Every travel guide tells you to visit Amber Fort. Fewer tell you to be there at 6am, when the light is still orange and the elephant procession hasn't started and the fort belongs to the security guards and the early-rising pilgrims and you.
Jaipur rewards the early riser in ways that no afternoon tourist discovers. Here are five things you will miss if you sleep past 8am.
1. The old city before the rickshaws
By 9am, Johari Bazaar is a wall of sound and movement. At 6am it belongs to the chai wallahs and the sweepers and the temple priests and the occasional goat. The pink sandstone really is pink in this light — not rose, not amber, actual pink — and you will understand immediately why someone called it that.
2. Nahargarh Fort at sunrise
The sunset from Nahargarh is famous. The sunrise is better and has a fraction of the people. Park at the northern bastion. Look back at the city as it wakes up in the valley below. Bring a flask of chai.
3. The block printers at work
The workshops behind Tripolia Gate start at 7am. The printers use carved wooden blocks, natural dyes, and a technique that has been unchanged for four centuries. They don't advertise. Walk down the lane off Tripolia Gate until you smell the indigo.
4. Amber Fort before the queues
Entry opens at 8am. The queue for the elephant ride — which you should skip — starts forming at 7am. But walking up the ramp before 8:30am means you have twenty minutes in the Sheesh Mahal (Hall of Mirrors) almost alone. Almost.
5. The kabutar khana at Chandpole
The old dovecote tower near Chandpole Gate is home to several hundred pigeons that take flight together at dawn. It lasts about four minutes and means nothing in the guidebooks. It is worth setting an alarm for.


- [What this task involves]:
Word for word, reproduce every line of the data below.
┌─ Task data
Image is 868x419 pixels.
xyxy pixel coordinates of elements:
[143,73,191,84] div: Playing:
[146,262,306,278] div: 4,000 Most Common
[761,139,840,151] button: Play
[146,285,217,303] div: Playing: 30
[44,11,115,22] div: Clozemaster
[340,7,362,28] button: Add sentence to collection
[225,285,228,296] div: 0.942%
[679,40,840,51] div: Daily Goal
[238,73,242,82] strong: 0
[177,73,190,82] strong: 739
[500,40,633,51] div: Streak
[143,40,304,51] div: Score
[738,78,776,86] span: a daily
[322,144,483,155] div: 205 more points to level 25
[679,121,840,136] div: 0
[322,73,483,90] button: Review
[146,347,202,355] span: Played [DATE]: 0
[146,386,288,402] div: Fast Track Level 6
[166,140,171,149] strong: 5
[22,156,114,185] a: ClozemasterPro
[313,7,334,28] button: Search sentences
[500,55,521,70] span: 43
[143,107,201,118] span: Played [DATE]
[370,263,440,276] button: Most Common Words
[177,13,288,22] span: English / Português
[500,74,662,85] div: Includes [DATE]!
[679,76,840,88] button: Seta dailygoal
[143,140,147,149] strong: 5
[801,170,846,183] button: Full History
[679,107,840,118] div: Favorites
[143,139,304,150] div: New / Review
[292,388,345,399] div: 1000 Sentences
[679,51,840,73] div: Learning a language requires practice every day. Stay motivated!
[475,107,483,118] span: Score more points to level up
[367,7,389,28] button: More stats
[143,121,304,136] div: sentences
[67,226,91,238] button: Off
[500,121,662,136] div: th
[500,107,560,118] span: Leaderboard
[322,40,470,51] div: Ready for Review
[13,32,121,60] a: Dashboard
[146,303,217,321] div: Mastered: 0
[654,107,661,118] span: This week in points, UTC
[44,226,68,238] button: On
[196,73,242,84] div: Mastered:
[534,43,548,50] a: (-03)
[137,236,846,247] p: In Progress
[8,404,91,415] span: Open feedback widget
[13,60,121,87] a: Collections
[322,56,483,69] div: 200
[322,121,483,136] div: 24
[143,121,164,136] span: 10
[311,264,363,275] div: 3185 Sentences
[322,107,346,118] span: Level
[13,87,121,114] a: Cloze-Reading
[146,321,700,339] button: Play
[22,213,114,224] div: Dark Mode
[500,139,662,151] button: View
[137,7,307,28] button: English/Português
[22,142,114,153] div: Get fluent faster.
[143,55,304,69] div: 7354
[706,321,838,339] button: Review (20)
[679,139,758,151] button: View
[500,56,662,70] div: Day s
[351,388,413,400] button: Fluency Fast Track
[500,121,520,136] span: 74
└─
- [Result below]:
Image is 868x419 pixels.
xyxy pixel coordinates of elements:
[143,73,191,84] div: Playing:
[146,262,306,278] div: 4,000 Most Common
[761,139,840,151] button: Play
[146,285,217,303] div: Playing: 30
[44,11,115,22] div: Clozemaster
[340,7,362,28] button: Add sentence to collection
[225,285,228,296] div: 0.942%
[679,40,840,51] div: Daily Goal
[238,73,242,82] strong: 0
[177,73,190,82] strong: 739
[500,40,633,51] div: Streak
[143,40,304,51] div: Score
[738,78,776,86] span: a daily
[322,144,483,155] div: 205 more points to level 25
[679,121,840,136] div: 0
[322,73,483,90] button: Review
[146,347,202,355] span: Played [DATE]: 0
[146,386,288,402] div: Fast Track Level 6
[166,140,171,149] strong: 5
[22,156,114,185] a: ClozemasterPro
[313,7,334,28] button: Search sentences
[500,55,521,70] span: 43
[143,107,201,118] span: Played [DATE]
[370,263,440,276] button: Most Common Words
[177,13,288,22] span: English / Português
[500,74,662,85] div: Includes [DATE]!
[679,76,840,88] button: Seta dailygoal
[143,140,147,149] strong: 5
[801,170,846,183] button: Full History
[679,107,840,118] div: Favorites
[143,139,304,150] div: New / Review
[292,388,345,399] div: 1000 Sentences
[679,51,840,73] div: Learning a language requires practice every day. Stay motivated!
[475,107,483,118] span: Score more points to level up
[367,7,389,28] button: More stats
[143,121,304,136] div: sentences
[67,226,91,238] button: Off
[500,121,662,136] div: th
[500,107,560,118] span: Leaderboard
[322,40,470,51] div: Ready for Review
[13,32,121,60] a: Dashboard
[146,303,217,321] div: Mastered: 0
[654,107,661,118] span: This week in points, UTC
[44,226,68,238] button: On
[196,73,242,84] div: Mastered:
[534,43,548,50] a: (-03)
[137,236,846,247] p: In Progress
[8,404,91,415] span: Open feedback widget
[13,60,121,87] a: Collections
[322,56,483,69] div: 200
[322,121,483,136] div: 24
[143,121,164,136] span: 10
[311,264,363,275] div: 3185 Sentences
[322,107,346,118] span: Level
[13,87,121,114] a: Cloze-Reading
[146,321,700,339] button: Play
[22,213,114,224] div: Dark Mode
[500,139,662,151] button: View
[137,7,307,28] button: English/Português
[22,142,114,153] div: Get fluent faster.
[143,55,304,69] div: 7354
[706,321,838,339] button: Review (20)
[679,139,758,151] button: View
[500,56,662,70] div: Day s
[351,388,413,400] button: Fluency Fast Track
[500,121,520,136] span: 74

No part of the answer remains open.